Baseball: Branham’s Baseball Claims vs Early Church History
William Branham’s later preaching presented baseball—especially church-sponsored teams and Sunday play—as a visible marker of spiritual compromise, and many “Message” congregations adopted this rhetoric as a practical boundary for holiness. Yet the narrative of consistent early opposition sits uneasily alongside evidence of baseball participation within the early Pentecostal church context tied to his ordination, highlighting how later identity-policing could be reinforced by retrospective storytelling.
Later versions of William Branham's stage persona spoke negatively of baseball, especially off-stage. For this reason, many "Message" cult churches do not permit their members to attend or participate in baseball games. According to William Branham, this position was held since his early days in the ministry at the "Missionary Baptist Church" or "First Baptist Church", which is the name Branham used to conceal his early Pentecostal ties with Roy E. Davis and Davis' "First Pentecostal Baptist Church" in Jeffersonville.[1] Branham claimed that the church he participated in with Davis which eventually transitioned to his own did not have a baseball team.
I remember one time I was preaching at my tabernacle, years ago, and there was... when the... I was a Missionary Baptist, and the First Baptist Church downtown, the Sunday school teacher was up there and standing on the outside. And I always did believe in holiness. I believe that a man, if he's borned of the Spirit of God, and led by the Holy Spirit, he will live right. He has to, because the life of God's in him. And then this little fellow was their Sunday school teacher, and we didn't believe our... Our church didn't have any baseball team. They did down there, because they'd bring them in playing Sunday baseball, and things. We didn't believe in it.

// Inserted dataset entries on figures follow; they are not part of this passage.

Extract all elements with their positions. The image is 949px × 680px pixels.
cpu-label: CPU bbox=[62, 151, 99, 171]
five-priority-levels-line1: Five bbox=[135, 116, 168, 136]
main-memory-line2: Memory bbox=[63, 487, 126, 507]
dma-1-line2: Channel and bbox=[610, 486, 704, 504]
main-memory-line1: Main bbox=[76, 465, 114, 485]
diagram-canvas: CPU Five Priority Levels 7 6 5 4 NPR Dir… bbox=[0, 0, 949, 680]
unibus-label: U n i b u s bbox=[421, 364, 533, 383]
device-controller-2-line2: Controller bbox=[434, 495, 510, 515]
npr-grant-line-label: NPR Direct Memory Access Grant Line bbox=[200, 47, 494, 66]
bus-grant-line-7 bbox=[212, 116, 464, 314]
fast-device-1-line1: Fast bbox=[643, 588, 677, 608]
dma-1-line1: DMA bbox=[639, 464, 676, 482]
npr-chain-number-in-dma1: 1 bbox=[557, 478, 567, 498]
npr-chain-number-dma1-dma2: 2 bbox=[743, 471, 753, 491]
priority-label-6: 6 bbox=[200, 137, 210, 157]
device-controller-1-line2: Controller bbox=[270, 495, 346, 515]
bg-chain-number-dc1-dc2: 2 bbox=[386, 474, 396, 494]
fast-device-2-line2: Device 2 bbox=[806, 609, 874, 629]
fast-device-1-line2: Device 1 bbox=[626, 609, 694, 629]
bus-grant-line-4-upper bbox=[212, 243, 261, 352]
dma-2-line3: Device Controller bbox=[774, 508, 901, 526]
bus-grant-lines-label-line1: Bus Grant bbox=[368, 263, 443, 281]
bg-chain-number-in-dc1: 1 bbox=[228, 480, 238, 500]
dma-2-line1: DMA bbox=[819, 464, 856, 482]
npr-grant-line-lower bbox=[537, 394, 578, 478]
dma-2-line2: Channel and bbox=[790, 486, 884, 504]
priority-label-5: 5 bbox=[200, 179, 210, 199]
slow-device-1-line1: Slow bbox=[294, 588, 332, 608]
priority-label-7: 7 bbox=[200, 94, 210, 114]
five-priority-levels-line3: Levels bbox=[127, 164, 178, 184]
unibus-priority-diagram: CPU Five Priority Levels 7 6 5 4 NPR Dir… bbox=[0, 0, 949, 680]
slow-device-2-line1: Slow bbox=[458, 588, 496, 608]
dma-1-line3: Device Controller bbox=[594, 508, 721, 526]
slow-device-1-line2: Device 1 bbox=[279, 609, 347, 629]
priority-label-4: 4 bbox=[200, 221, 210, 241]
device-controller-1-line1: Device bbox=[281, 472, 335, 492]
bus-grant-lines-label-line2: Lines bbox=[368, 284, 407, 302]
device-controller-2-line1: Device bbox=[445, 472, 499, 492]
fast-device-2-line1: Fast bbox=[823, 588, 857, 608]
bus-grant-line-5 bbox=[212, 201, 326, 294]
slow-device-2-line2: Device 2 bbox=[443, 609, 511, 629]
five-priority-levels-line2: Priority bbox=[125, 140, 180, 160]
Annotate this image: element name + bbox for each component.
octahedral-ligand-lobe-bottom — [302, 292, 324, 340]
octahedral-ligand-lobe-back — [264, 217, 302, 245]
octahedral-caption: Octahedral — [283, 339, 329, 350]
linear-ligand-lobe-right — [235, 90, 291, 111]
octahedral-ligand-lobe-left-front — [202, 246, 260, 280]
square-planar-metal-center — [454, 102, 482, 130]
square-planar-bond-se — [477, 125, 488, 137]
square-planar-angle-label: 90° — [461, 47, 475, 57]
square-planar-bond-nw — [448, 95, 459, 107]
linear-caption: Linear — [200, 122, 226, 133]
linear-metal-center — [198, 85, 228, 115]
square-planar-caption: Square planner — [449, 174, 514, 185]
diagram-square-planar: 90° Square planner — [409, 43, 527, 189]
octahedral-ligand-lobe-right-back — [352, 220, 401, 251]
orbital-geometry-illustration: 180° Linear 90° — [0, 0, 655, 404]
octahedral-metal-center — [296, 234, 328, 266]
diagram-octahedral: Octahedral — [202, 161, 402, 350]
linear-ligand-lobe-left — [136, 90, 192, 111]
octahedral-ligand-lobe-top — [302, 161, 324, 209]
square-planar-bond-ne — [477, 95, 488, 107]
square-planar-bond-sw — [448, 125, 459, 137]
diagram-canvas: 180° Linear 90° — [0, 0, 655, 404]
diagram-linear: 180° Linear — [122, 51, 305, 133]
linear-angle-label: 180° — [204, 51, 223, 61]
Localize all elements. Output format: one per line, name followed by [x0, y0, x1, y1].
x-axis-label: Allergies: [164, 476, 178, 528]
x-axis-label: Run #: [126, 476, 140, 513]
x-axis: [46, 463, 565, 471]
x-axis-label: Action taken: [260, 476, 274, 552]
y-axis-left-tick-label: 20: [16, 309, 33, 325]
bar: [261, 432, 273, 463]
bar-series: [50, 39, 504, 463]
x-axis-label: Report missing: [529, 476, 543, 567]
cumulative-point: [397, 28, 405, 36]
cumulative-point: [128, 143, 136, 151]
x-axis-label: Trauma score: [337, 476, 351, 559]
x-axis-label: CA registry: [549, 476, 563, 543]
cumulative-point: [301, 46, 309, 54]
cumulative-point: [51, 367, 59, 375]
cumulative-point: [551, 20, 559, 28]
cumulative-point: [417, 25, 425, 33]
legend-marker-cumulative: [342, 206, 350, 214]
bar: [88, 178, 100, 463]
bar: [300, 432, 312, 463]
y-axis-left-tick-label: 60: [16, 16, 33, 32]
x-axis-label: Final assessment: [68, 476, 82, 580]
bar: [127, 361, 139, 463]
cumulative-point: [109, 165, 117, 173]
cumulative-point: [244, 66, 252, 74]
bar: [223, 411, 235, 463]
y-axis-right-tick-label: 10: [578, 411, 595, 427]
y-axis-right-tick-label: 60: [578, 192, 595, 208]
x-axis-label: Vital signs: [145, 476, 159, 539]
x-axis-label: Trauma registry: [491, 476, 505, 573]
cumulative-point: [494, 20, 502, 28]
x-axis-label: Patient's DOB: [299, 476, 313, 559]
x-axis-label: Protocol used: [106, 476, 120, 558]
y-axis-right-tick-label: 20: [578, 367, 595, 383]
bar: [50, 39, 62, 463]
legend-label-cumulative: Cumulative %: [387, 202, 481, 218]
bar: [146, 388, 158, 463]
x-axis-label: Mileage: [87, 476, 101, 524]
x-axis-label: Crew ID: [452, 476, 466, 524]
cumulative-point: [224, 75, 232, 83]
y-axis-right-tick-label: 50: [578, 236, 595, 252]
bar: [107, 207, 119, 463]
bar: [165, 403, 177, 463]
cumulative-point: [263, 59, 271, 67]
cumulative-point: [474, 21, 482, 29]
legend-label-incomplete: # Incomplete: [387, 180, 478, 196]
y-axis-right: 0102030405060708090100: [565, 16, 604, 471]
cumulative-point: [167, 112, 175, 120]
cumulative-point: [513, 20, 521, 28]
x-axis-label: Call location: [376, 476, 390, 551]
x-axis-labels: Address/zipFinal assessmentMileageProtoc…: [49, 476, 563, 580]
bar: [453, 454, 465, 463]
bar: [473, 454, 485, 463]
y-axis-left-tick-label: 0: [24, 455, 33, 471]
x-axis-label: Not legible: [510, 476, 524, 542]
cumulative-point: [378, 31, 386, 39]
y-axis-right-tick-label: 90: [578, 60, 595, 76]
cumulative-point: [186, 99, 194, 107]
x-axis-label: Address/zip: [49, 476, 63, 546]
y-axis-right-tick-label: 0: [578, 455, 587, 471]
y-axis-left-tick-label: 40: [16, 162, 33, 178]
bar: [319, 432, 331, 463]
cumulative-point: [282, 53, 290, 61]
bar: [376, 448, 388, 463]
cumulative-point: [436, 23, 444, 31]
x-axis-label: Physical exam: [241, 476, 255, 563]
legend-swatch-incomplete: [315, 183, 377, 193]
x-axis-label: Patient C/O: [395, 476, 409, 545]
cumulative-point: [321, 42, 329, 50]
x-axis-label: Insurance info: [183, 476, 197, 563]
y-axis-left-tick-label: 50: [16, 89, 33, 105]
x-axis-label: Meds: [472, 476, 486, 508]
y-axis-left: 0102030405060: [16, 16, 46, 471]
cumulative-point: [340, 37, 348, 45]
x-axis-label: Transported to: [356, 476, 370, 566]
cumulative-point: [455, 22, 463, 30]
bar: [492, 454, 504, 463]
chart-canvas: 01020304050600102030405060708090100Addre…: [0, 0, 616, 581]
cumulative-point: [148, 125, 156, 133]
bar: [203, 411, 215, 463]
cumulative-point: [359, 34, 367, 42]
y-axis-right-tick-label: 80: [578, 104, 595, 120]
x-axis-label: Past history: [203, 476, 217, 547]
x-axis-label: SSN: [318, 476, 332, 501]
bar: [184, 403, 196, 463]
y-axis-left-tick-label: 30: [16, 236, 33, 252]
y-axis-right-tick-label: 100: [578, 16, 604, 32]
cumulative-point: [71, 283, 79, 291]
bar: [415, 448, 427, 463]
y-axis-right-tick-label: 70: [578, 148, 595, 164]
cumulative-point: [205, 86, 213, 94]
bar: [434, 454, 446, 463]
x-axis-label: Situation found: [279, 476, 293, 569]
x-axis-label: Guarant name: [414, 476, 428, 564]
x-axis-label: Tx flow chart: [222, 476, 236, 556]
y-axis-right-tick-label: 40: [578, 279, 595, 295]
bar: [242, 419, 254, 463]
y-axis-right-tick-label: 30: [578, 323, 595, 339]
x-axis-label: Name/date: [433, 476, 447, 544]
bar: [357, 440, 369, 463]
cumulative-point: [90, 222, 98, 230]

Branham, William. 1960, Mar 9. Why. (60-0309)
Branham was initially ordained into a Pentecostal church,[2] however, and the First Pentecostal Baptist Church which eventually became the Billie Branham Pentecostal Tabernacle did have a baseball team.[3] History further deviates from later versions of Branham's stage persona in that the team was a part of the Southern Indiana Church League. Branham was specifically against churches having a baseball team, and ministers who did not preach against baseball.
He happened to play on the Colgate's baseball team. And he said, "Well, I don't... They don't do that in my church."
Branham, William. 1961, Apr 13. Why. (61-0413)
Branham's critique of baseball is often presented less as a narrow objection to a sport and more as a diagnostic sign of ecclesial compromise. In this framing, the presence or absence of baseball—especially as an organized church activity—becomes a boundary-marker distinguishing "holiness" communities from churches perceived as accommodating prevailing social norms. The issue is therefore not merely personal recreation, but what baseball allegedly represents: a church's willingness to normalize leisure culture, particularly when it intersects with Sunday observance.
This boundary-making function is reinforced by Branham's frequent use of associative moral reasoning, in which baseball is grouped with other practices he condemns. Rather than arguing the case for baseball in isolation, he places it within a cluster of behaviors presented as mutually reinforcing indicators of spiritual decline. The rhetorical effect is to transform a specific activity into an emblem of broader worldliness, making abstention a visible sign of fidelity and separation.
Not a preacher that's running around over the country, run with other women and things like that. Not a church that practice "free love" and all these ungodly things, and goes to baseball games, and has big entertainments and social dances in the church.